With that said, I will try doing an integrity cleanse for the next week and I’ll report my findings here. Feel free to join me in this experiment.
— Polina
PROFILES.
— The crypto investor who wants to overhaul the industry
— The actress in an ‘aggressive’ fight against cancer
— The New York art dealer who was murdered in Brazil
— The DNA testing company facing an existential threat [**HIGHLY RECOMMEND**]
— Wall Street’s favorite podcast
PEOPLE TO KNOW.
The crypto investor who wants to overhaul the industry: Chris Dixon, Andreessen Horowitz’s lead crypto investor, argues for the virtues of blockchain in his new book. The book is an attempt by one of the industry’s biggest boosters—he’s pumped billions of dollars into startups including Coinbase Global Inc. and Bored Ape Yacht Club creator Yuga Labs—to rehab crypto’s image. “I want the book to inform people and, hopefully, shift the narrative,” he says. “Our primary goal with the launch was not to get the New York Times and all that.” (Bloomberg; if you can’t access the article, try this link.)
“Based on the nature of the technology, you don’t have to trust people like me, it’s just sort of baked into the code that way.”
The actress in an ‘aggressive’ fight against cancer: A lot has happened to Olivia Munn in the past year. In April of 2023, she received an incredibly unexpected diagnosis: she was diagnosed with luminal B breast cancer in both breasts. Masses were detected, and once a biopsy was done, her doctor, Thaïs Aliabadi, MD, called with her professional opinion. “I couldn't take any risks with Olivia's life,” she says. “To minimize the chance of any abnormal cells remaining, I suggested a double mastecto my, giving Olivia the best opportunity to beat her cancer.” Here’s what she went through in the last year. (Vogue)
“Aggressive cancers need aggressive treatments.”

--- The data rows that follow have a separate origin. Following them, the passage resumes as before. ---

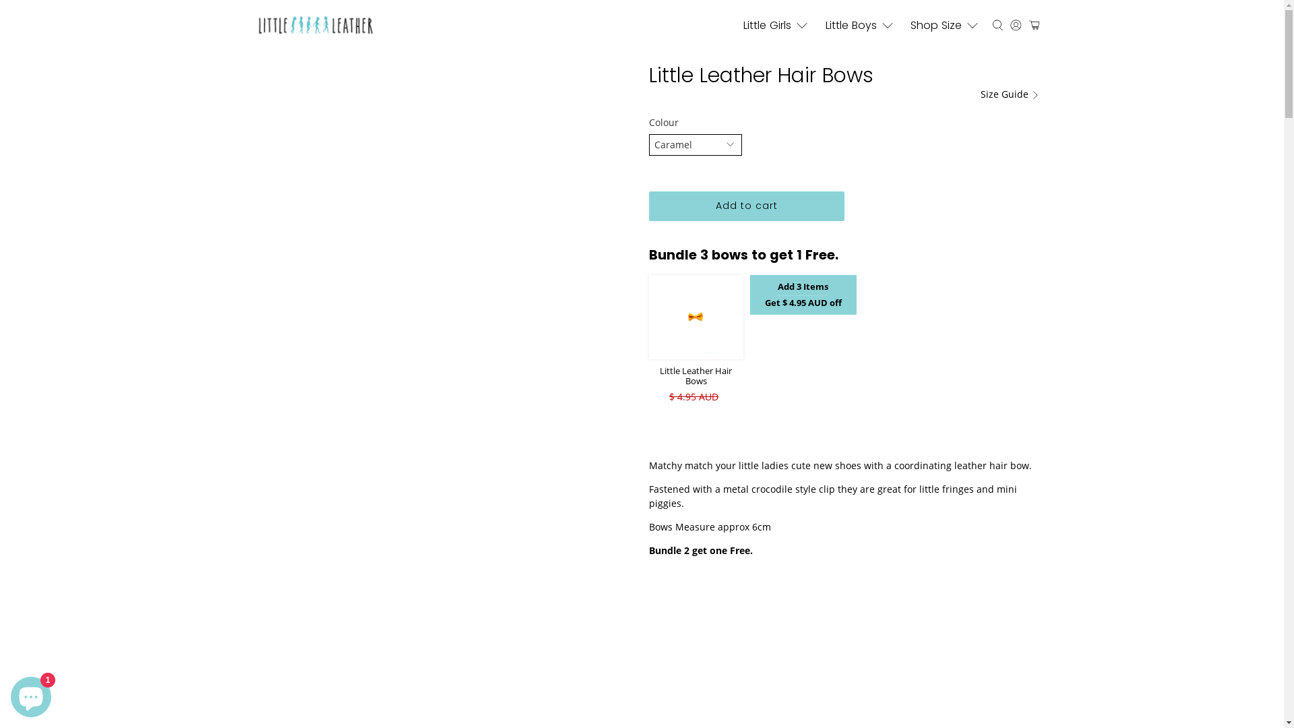  Describe the element at coordinates (802, 295) in the screenshot. I see `Add 3 Items
Get $ 4.95 AUD off` at that location.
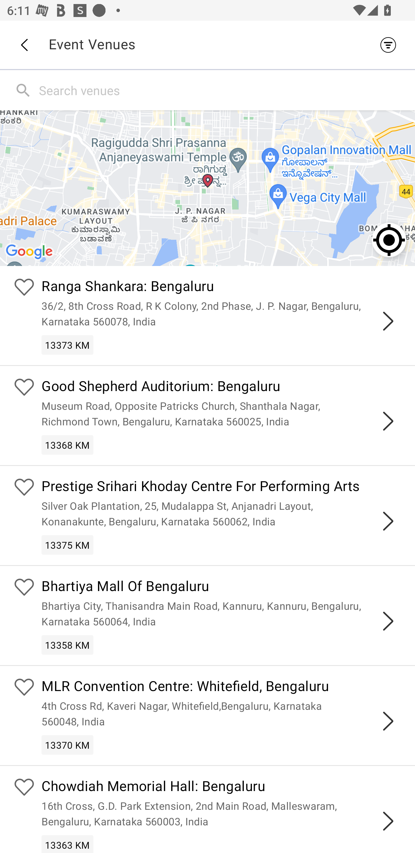 This screenshot has height=853, width=415. Describe the element at coordinates (221, 687) in the screenshot. I see `MLR Convention Centre: Whitefield, Bengaluru` at that location.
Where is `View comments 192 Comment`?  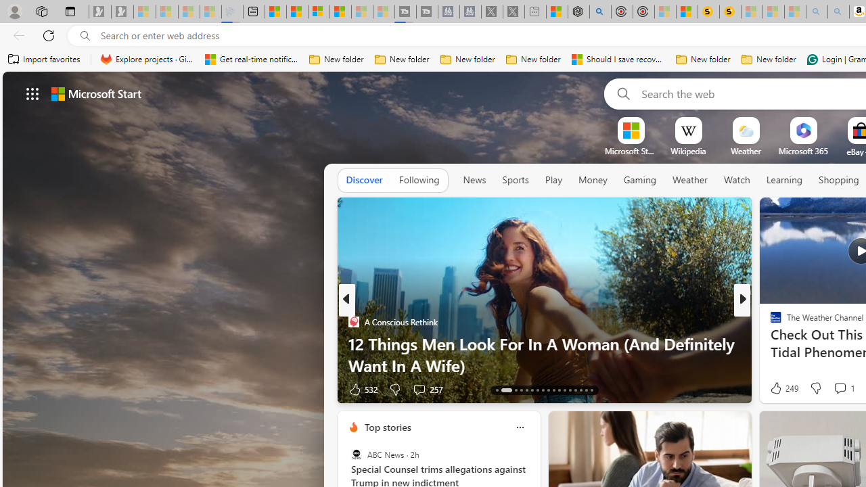 View comments 192 Comment is located at coordinates (834, 389).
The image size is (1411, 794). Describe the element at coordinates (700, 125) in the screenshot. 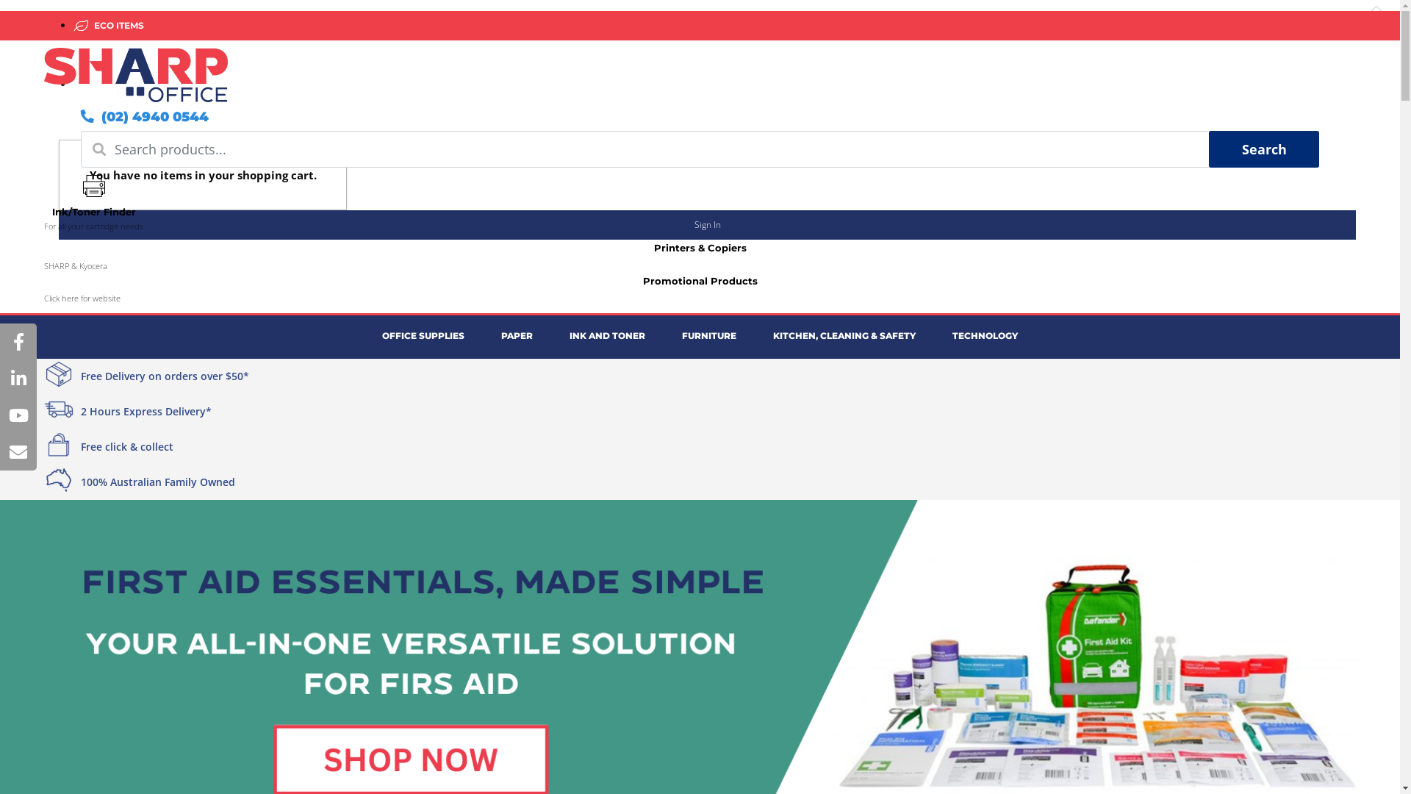

I see `Registration` at that location.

The New York art dealer who was murdered in Brazil: The legendary New York art dealer Brent Sikkema was tangled up in an ugly divorce when he got on a plane to Rio de Janeiro before Christmas last year, looking for a fresh start. On Saturday, January 13, Brent stepped out of his house, white-haired and pale and dressed in a T-shirt, shorts and flip-flops. He likely didn’t notice the silver Fiat Palio parked across the street—or the man within, watching him intently. At 4:36 p.m., Brent returned. Two days after that, he was found lying naked on his bed, stabbed 18 times. Many of the wounds were to his chest and face. This is an investigation into what happened. (WSJ; try this link if you can’t access the article)

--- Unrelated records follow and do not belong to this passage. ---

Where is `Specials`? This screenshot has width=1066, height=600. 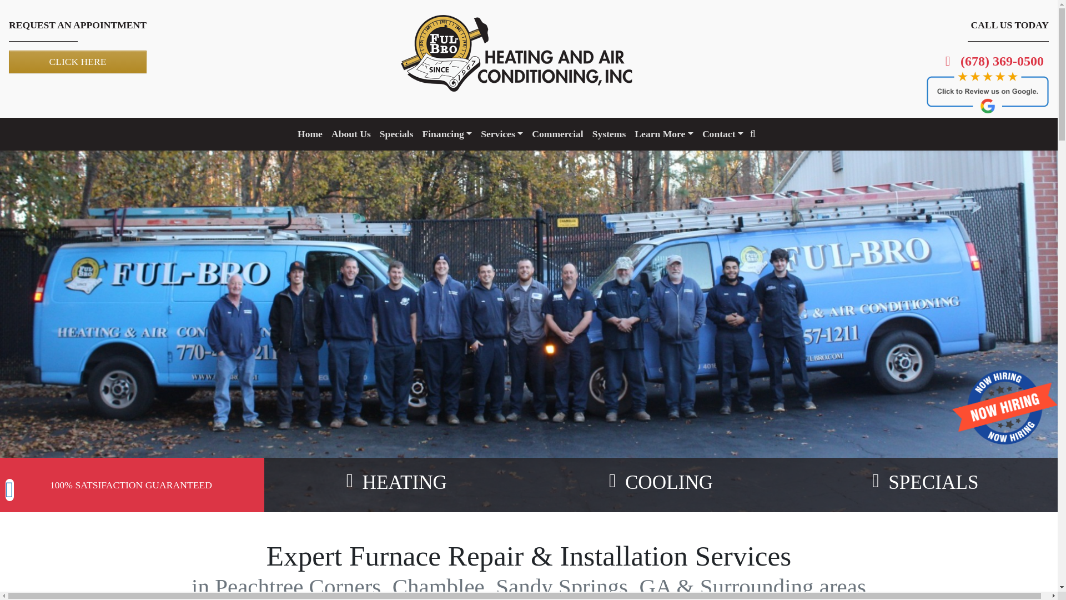
Specials is located at coordinates (396, 134).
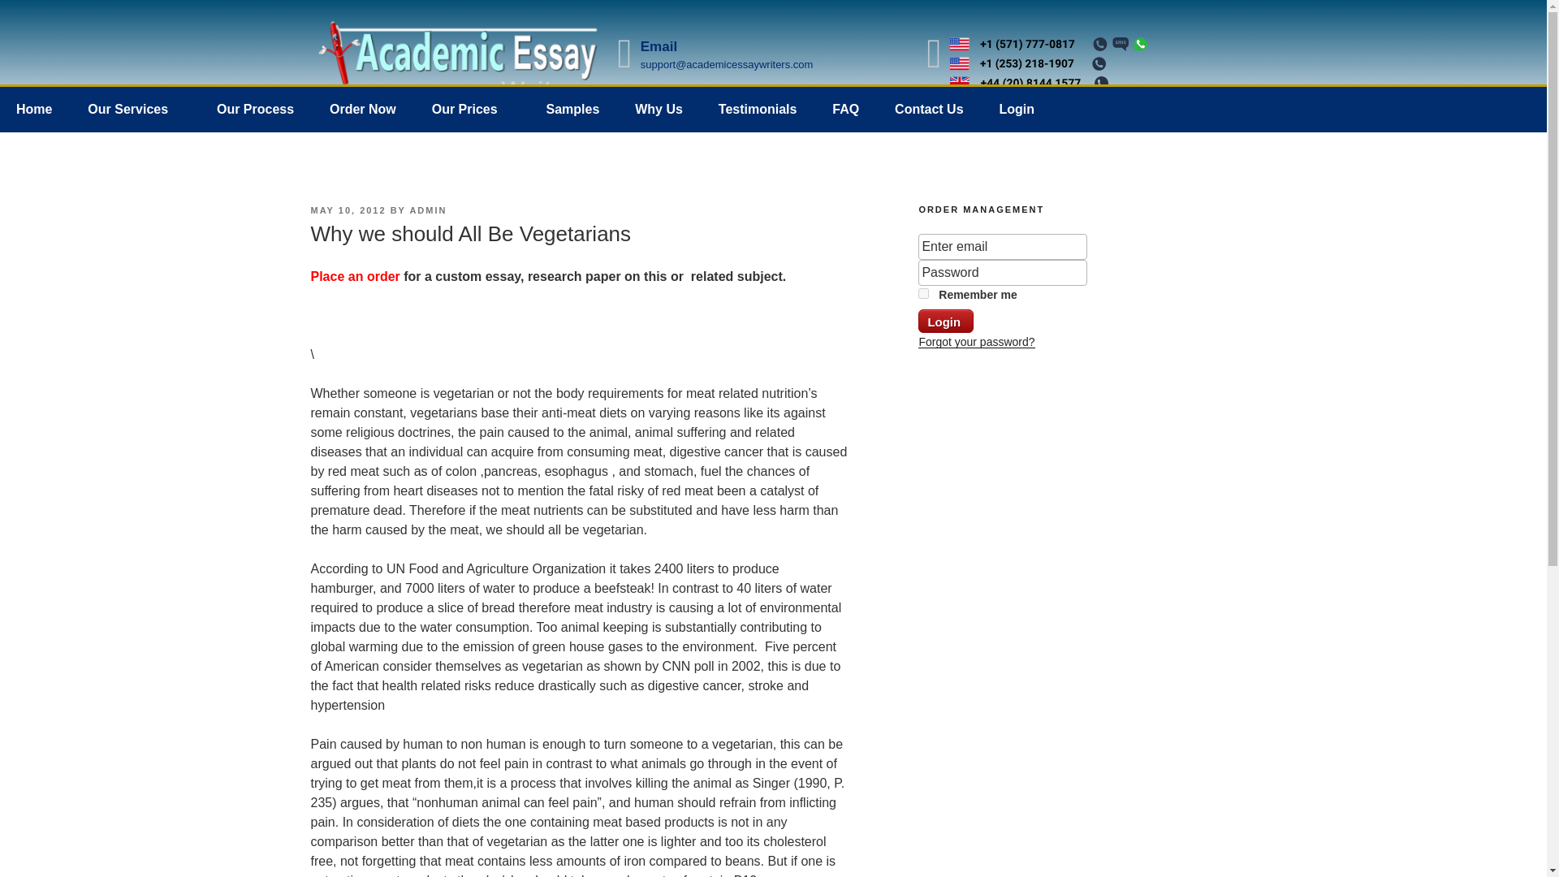 The width and height of the screenshot is (1559, 877). What do you see at coordinates (976, 341) in the screenshot?
I see `Recover password` at bounding box center [976, 341].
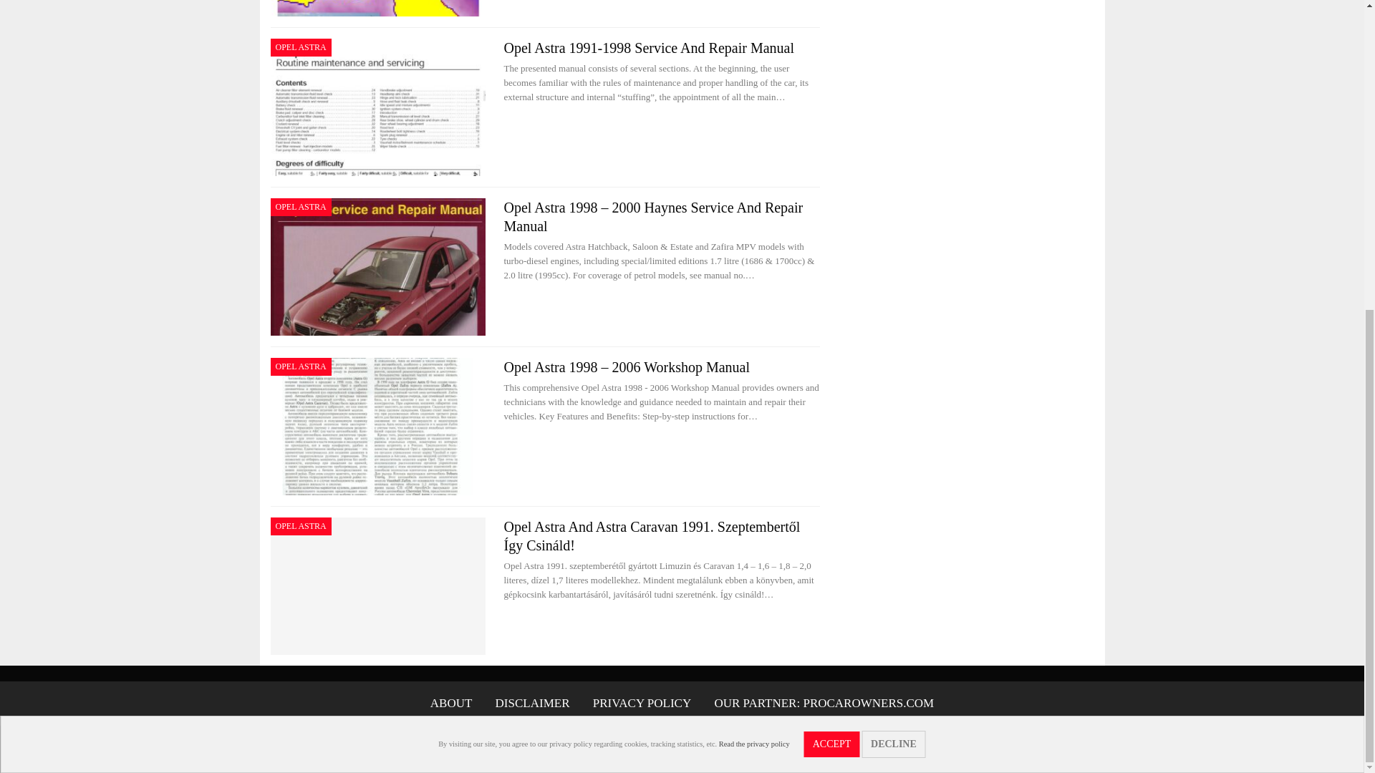  I want to click on Opel Astra 1991-1998 Service and Repair Manual, so click(378, 107).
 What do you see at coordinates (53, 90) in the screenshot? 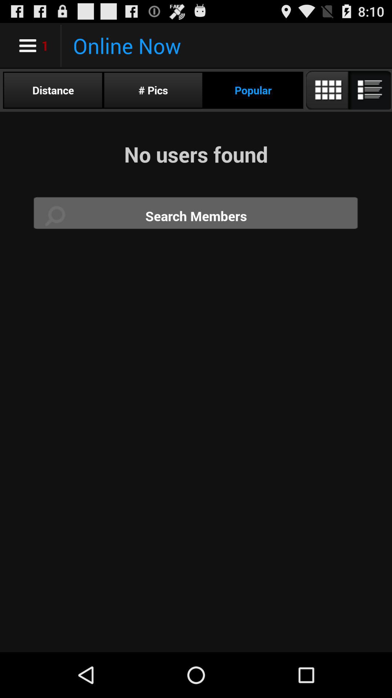
I see `turn on icon below online now icon` at bounding box center [53, 90].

“I think he knew this was the way to create a bad image of me.”
COMPANIES TO WATCH.
The DNA testing company facing an existential threat: Genetic testing company 23andMe has become a household name. The problem, for its CEO Anne Wojcicki and the rest of the DNA testing industry, is that all these years and millions of spit kits later, the doctors still don’t care. Mass-market genetic screenings remain well apart from the medical mainstream, and 23andMe has never made a profit. And unfortunately for Wojcicki and her peers, the reasons for that seem to be less about the stuffiness of the doctors than about the limits of genetic testing. (Bloomberg; if you can’t access the article, try this link.)

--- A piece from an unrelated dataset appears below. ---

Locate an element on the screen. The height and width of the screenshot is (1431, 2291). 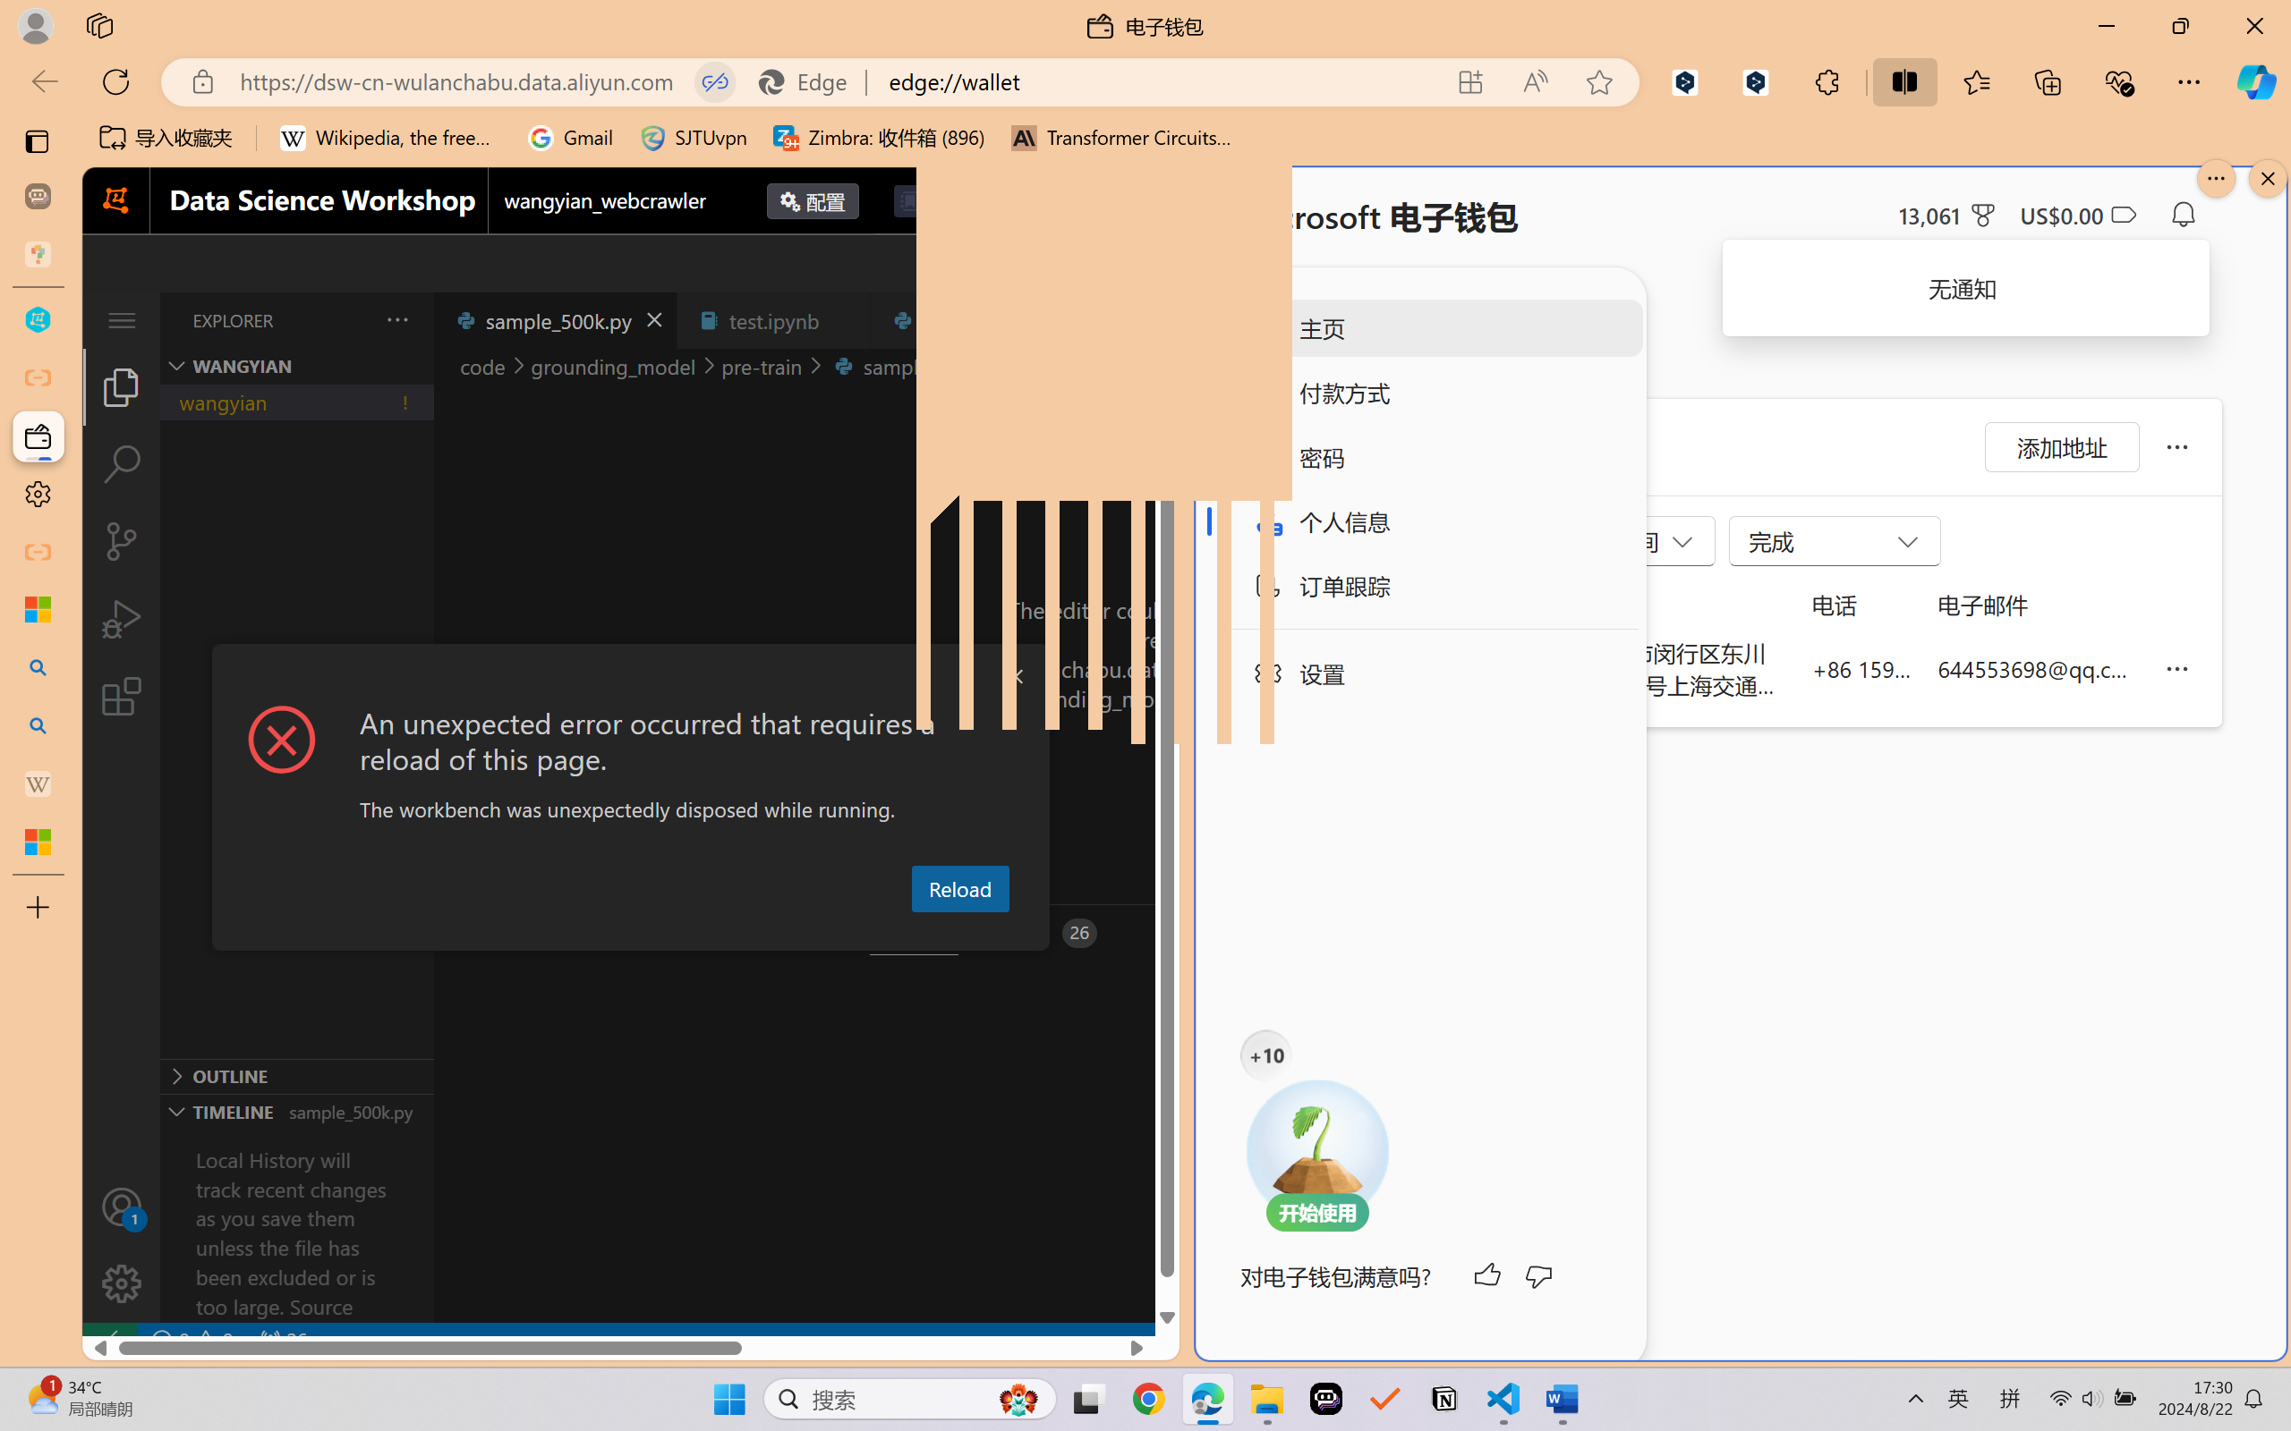
Source Control (Ctrl+Shift+G) is located at coordinates (122, 541).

“Everyone now is getting their genetic reports back and realizing that it’s not actually making a damn bit of difference when it comes to their health.”
Wall Street’s favorite podcast: It’s a wonky podcast about business history and strategy with four-hour episodes that drop once a month. And people from Silicon Valley to Wall Street are completely obsessed with it. ‘Acquired’ is the unlikely hit show hosted by Ben Gilbert and David Rosenthal, whose ability to understand companies deeply enough to describe them simply makes listeners want to spend time with them. Lots and lots of time. Their first show lasted 37 minutes and got a few hundred downloads over the next six months. Today’s episodes average more than 500,000. Here’s how it turned into big business. (WSJ; if you can’t access the article, try this link.)
“For us to do an episode, it must be timely, but it must also be timeless.”